You sold ESPP shares and are not sure whether the sale was qualifying or disqualifying — or you are weighing how long to hold before selling.
Start here
What you need before using this
- purchase confirmation: offering period start, purchase date, price paid.
- Sale date and proceeds if you sold.
- Form 3922 from employer after first qualifying sale (if applicable).
- for purchase or sale year for wage lines.
Plan designs vary. General statutory ESPP education only.
Why this happens
Statutory rules tie favorable treatment to holding shares after purchase — not just buying at a discount.
Qualifying dispositions split discount income between wages and differently than early sales.
Employers may report discount wages on at purchase or at sale depending on disposition type.
Your broker still reports the sale on — basis and wage lines need to line up across documents.
What to check
- Offering period start date and purchase date on plan records.
- Whether you held long enough for qualifying treatment.
- -related wages in purchase or sale year.
- proceeds and reported basis.
- Plan discount formula (lookback vs fixed discount).
Selling ESPP shares as soon as the plan allows without checking clocks
What to check in your documents
- purchase confirmation.
- Form 3922 if provided after sale.
- and wage detail.
- for the sale.
- Plan summary describing qualifying disposition rules.
Example scenario (hypothetical)
Illustration only, not your tax situation.
Questions people ask
- What is a qualifying ESPP disposition?
- Hold more than two years from the offering period start and more than one year from the purchase date before selling. Your plan document and IRS Pub. 525 define the test — compare purchase confirmation dates to those rules.
- Qualifying vs disqualifying ESPP — which is better?
- Not always obvious — it depends on price movement, your bracket, and whether wages already included discount. Model both with the tax calculator before selling.
- Does Form 3922 mean my sale was qualifying?
- Form 3922 reports transfer information the IRS uses. It supports your return but does not replace checking holding periods yourself.
When to get help from a tax pro
- Your plan uses lookback or non-standard offering periods.
- wages and do not reconcile.
- You sold partial lots from multiple purchases.
Related calculators
Related pages
- ESPP Tax Guide
ESPP tax splits between discount income (often wages) and post-purchase capital gain depending on how long you hold shares after purchase.
- Form 3922 for ESPP Shares
Form 3922 reports ESPP share transfers after disposition — use it with purchase confirmations and W-2 to reconcile discount wages and capital gain.
- Equity Compensation Tax Documents
How equity compensation shows up on W-2, 1099-B, Form 3921, and plan confirmations — and how to reconcile them before filing.
Sources and notes
Primary tax claims on this page are supported by the official and secondary sources below. Broker and software links describe reporting mechanics — confirm rules against IRS or state guidance.
ESPP qualifying disposition holding periods.
- IRS Topic 427 — Stock options
Internal Revenue Service · Official
Overview of statutory (ISO, ESPP) vs nonstatutory options, exercise timing, and Form 3921/3922 reporting.
- IRS Publication 525 — Taxable and Nontaxable Income
Internal Revenue Service · Official
Covers compensation income from stock-based pay, including restricted property under section 83.
For learning, not filing
VestingTax.com is not a CPA firm or tax preparer. Grants, employers, and states all differ. Use the cited IRS and state sources above, your own documents, and a qualified tax professional before you make decisions from this guide.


• **Task instructions**
Scan the data below and pick out the lines containing the word "Team".

=======

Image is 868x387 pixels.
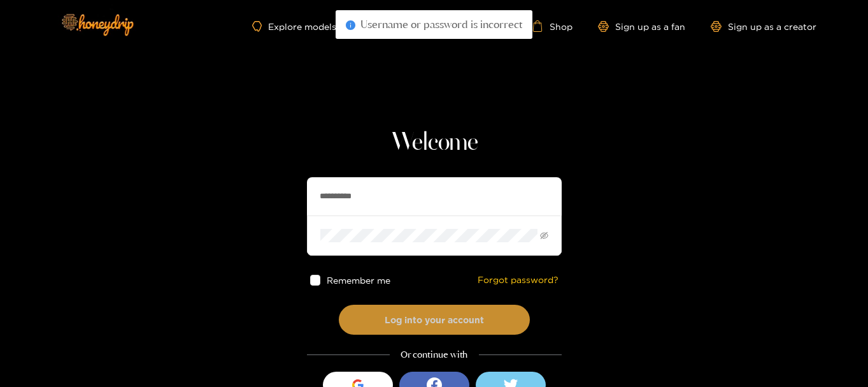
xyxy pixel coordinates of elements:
h1: Welcome [307,127,562,158]
a: Forgot password? [478,275,559,285]
button: Log into your account [339,305,530,335]
a: Sign up as a creator [710,21,816,32]
a: Explore models [252,21,337,32]
a: Shop [531,20,572,32]
span: Username or password is incorrect [360,18,522,30]
span: Remember me [327,275,390,285]
span: eye-invisible [540,231,548,240]
div: Or continue with [307,348,562,362]
a: Sign up as a fan [598,21,685,32]
span: info-circle [346,20,356,30]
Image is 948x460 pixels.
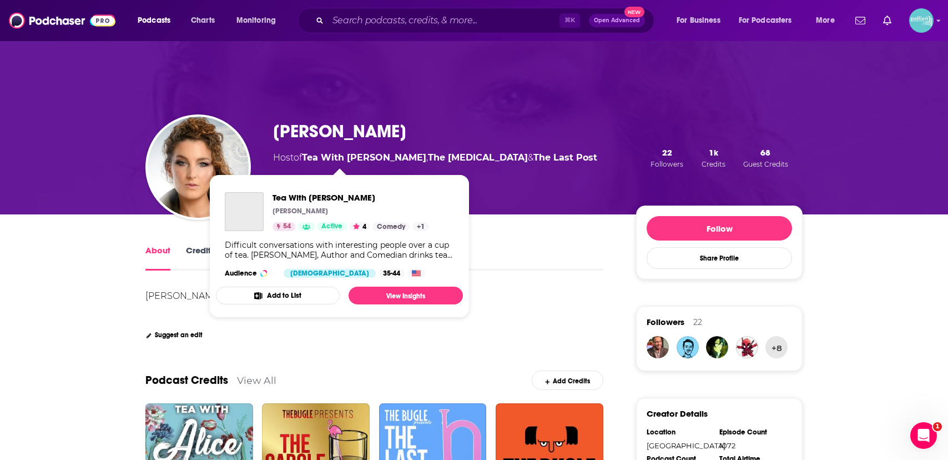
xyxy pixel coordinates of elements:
[706,336,728,358] img: erictbar
[532,370,603,390] a: Add Credits
[225,240,454,260] div: Difficult conversations with interesting people over a cup of tea. [PERSON_NAME], Author and Come...
[273,152,294,163] span: Host
[559,13,580,28] span: ⌘ K
[284,269,376,277] div: [DEMOGRAPHIC_DATA]
[909,8,933,33] button: Show profile menu
[589,14,645,27] button: Open AdvancedNew
[851,11,870,30] a: Show notifications dropdown
[647,408,708,418] h3: Creator Details
[662,147,672,158] span: 22
[145,290,419,301] div: [PERSON_NAME] is a comedian, writer, podcaster, and actress.
[145,331,203,339] a: Suggest an edit
[237,374,276,386] a: View All
[317,222,347,231] a: Active
[225,269,275,277] h3: Audience
[879,11,896,30] a: Show notifications dropdown
[145,373,228,387] a: Podcast Credits
[709,147,718,158] span: 1k
[698,147,729,169] button: 1kCredits
[273,120,406,142] h1: [PERSON_NAME]
[372,222,410,231] a: Comedy
[647,427,712,436] div: Location
[647,441,712,450] div: [GEOGRAPHIC_DATA]
[594,18,640,23] span: Open Advanced
[272,222,295,231] a: 54
[533,152,597,163] a: The Last Post
[145,245,170,270] a: About
[9,10,115,31] img: Podchaser - Follow, Share and Rate Podcasts
[650,160,683,168] span: Followers
[647,216,792,240] button: Follow
[328,12,559,29] input: Search podcasts, credits, & more...
[229,12,290,29] button: open menu
[647,147,687,169] button: 22Followers
[191,13,215,28] span: Charts
[184,12,221,29] a: Charts
[719,441,785,450] div: 1072
[743,160,788,168] span: Guest Credits
[760,147,770,158] span: 68
[138,13,170,28] span: Podcasts
[186,245,236,270] a: Credits1072
[624,7,644,17] span: New
[808,12,849,29] button: open menu
[378,269,405,277] div: 35-44
[321,221,342,232] span: Active
[740,147,791,169] button: 68Guest Credits
[719,427,785,436] div: Episode Count
[647,316,684,327] span: Followers
[909,8,933,33] img: User Profile
[302,152,426,163] a: Tea With Alice
[669,12,734,29] button: open menu
[731,12,808,29] button: open menu
[765,336,788,358] button: +8
[736,336,758,358] img: tkbroon
[225,192,264,231] a: Tea With Alice
[426,152,428,163] span: ,
[308,8,665,33] div: Search podcasts, credits, & more...
[701,160,725,168] span: Credits
[647,247,792,269] button: Share Profile
[283,221,291,232] span: 54
[693,317,702,327] div: 22
[216,286,340,304] button: Add to List
[148,117,249,218] img: Alice Fraser
[428,152,528,163] a: The Gargle
[528,152,533,163] span: &
[130,12,185,29] button: open menu
[236,13,276,28] span: Monitoring
[272,206,328,215] p: [PERSON_NAME]
[910,422,937,448] iframe: Intercom live chat
[350,222,370,231] button: 4
[647,336,669,358] img: Bluesradio62
[272,192,429,203] span: Tea With [PERSON_NAME]
[272,192,429,203] a: Tea With Alice
[677,13,720,28] span: For Business
[677,336,699,358] img: podirregular
[739,13,792,28] span: For Podcasters
[412,222,429,231] a: +1
[294,152,426,163] span: of
[933,422,942,431] span: 1
[909,8,933,33] span: Logged in as JessicaPellien
[816,13,835,28] span: More
[349,286,463,304] a: View Insights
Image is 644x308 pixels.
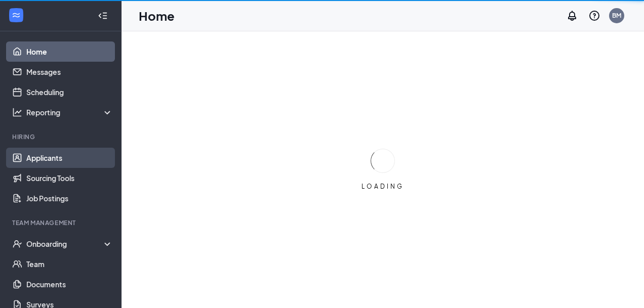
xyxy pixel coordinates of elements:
div: Hiring [12,133,111,141]
svg: Notifications [566,9,578,22]
div: LOADING [357,182,408,191]
a: Sourcing Tools [26,168,113,188]
a: Messages [26,62,113,82]
svg: UserCheck [12,239,23,249]
h1: Home [139,7,174,24]
div: BM [612,11,621,20]
a: Job Postings [26,188,113,208]
a: Team [26,254,113,274]
svg: Analysis [12,107,23,117]
div: Team Management [12,218,111,227]
a: Documents [26,274,113,294]
div: Reporting [26,107,113,117]
a: Applicants [26,148,113,168]
svg: WorkstreamLogo [11,10,21,20]
a: Scheduling [26,82,113,102]
div: Onboarding [26,239,104,249]
svg: QuestionInfo [588,9,601,22]
a: Home [26,41,113,62]
svg: Collapse [97,10,108,21]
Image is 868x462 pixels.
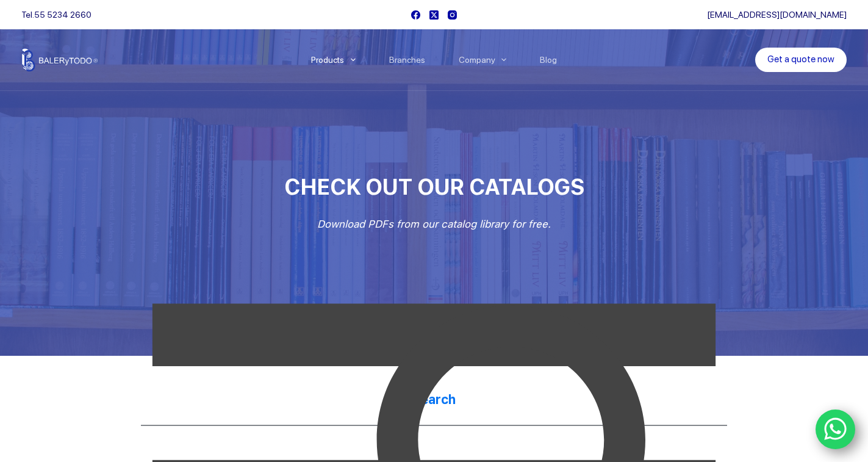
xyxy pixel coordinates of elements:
font: Tel. [21,9,34,20]
a: WhatsApp [815,410,855,450]
font: Get a quote now [767,54,834,64]
a: 55 5234 2660 [34,9,91,20]
a: Facebook [411,10,420,20]
font: Blog [540,55,557,64]
font: Products [310,55,344,64]
a: Get a quote now [755,48,847,72]
nav: Main Menu [294,29,573,91]
a: Instagram [448,10,457,20]
a: X (Twitter) [429,10,438,20]
img: Balerytodo [21,49,98,72]
a: [EMAIL_ADDRESS][DOMAIN_NAME] [707,9,847,20]
font: Company [459,55,495,64]
font: Branches [389,55,425,64]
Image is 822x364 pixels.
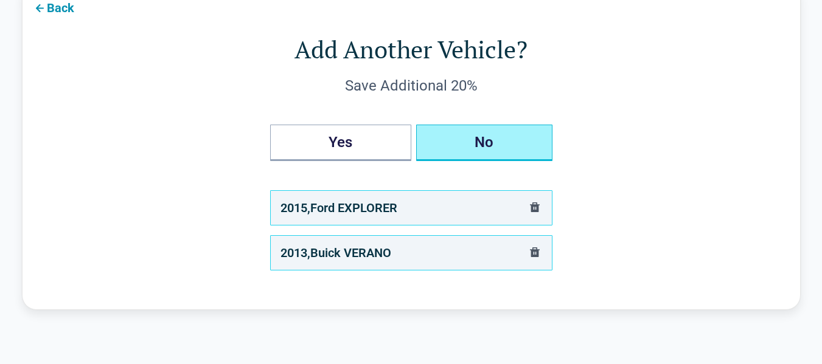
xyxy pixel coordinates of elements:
button: delete [527,200,542,217]
div: Save Additional 20% [71,76,751,96]
div: 2013 , Buick VERANO [280,243,391,263]
button: Yes [270,125,411,161]
button: No [416,125,552,161]
h1: Add Another Vehicle? [71,32,751,66]
button: delete [527,245,542,262]
div: 2015 , Ford EXPLORER [280,198,397,218]
div: Add Another Vehicles? [270,125,552,161]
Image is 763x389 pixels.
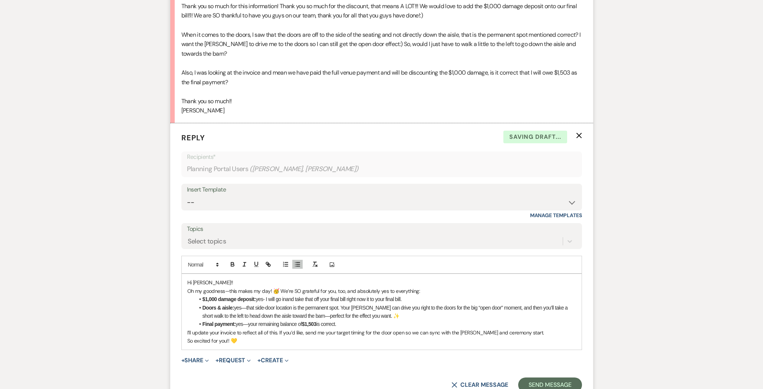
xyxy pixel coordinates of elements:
button: Create [257,357,288,363]
p: I’ll update your invoice to reflect all of this. If you’d like, send me your target timing for th... [187,328,576,336]
span: + [215,357,219,363]
label: Topics [187,224,576,234]
a: Manage Templates [530,212,582,218]
p: Thank you so much for this information! Thank you so much for the discount, that means A LOT!!! W... [181,1,582,20]
li: yes- I will go inand take that off your final bill right now it to your final bill. [195,295,576,303]
p: Recipients* [187,152,576,162]
p: Thank you so much!! [181,96,582,106]
p: Hi [PERSON_NAME]!! [187,278,576,286]
li: yes—that side-door location is the permanent spot. Your [PERSON_NAME] can drive you right to the ... [195,303,576,320]
p: Also, I was looking at the invoice and mean we have paid the full venue payment and will be disco... [181,68,582,87]
strong: Final payment: [203,321,236,327]
p: [PERSON_NAME] [181,106,582,115]
p: When it comes to the doors, I saw that the doors are off to the side of the seating and not direc... [181,30,582,59]
span: Saving draft... [503,131,567,143]
p: Oh my goodness—this makes my day! 🥳 We’re SO grateful for you, too, and absolutely yes to everyth... [187,287,576,295]
div: Planning Portal Users [187,162,576,176]
div: Insert Template [187,184,576,195]
strong: $1,503 [302,321,316,327]
li: yes—your remaining balance of is correct. [195,320,576,328]
button: Clear message [451,382,508,388]
strong: Doors & aisle: [203,305,234,310]
p: So excited for you!! 💛 [187,336,576,345]
span: Reply [181,133,205,142]
span: ( [PERSON_NAME], [PERSON_NAME] ) [250,164,359,174]
button: Request [215,357,251,363]
div: Select topics [188,236,226,246]
strong: $1,000 damage deposit: [203,296,256,302]
button: Share [181,357,209,363]
span: + [257,357,261,363]
span: + [181,357,185,363]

=======

• **Written solution**
a: Team [26,254,113,274]
div: Team Management [12,218,111,227]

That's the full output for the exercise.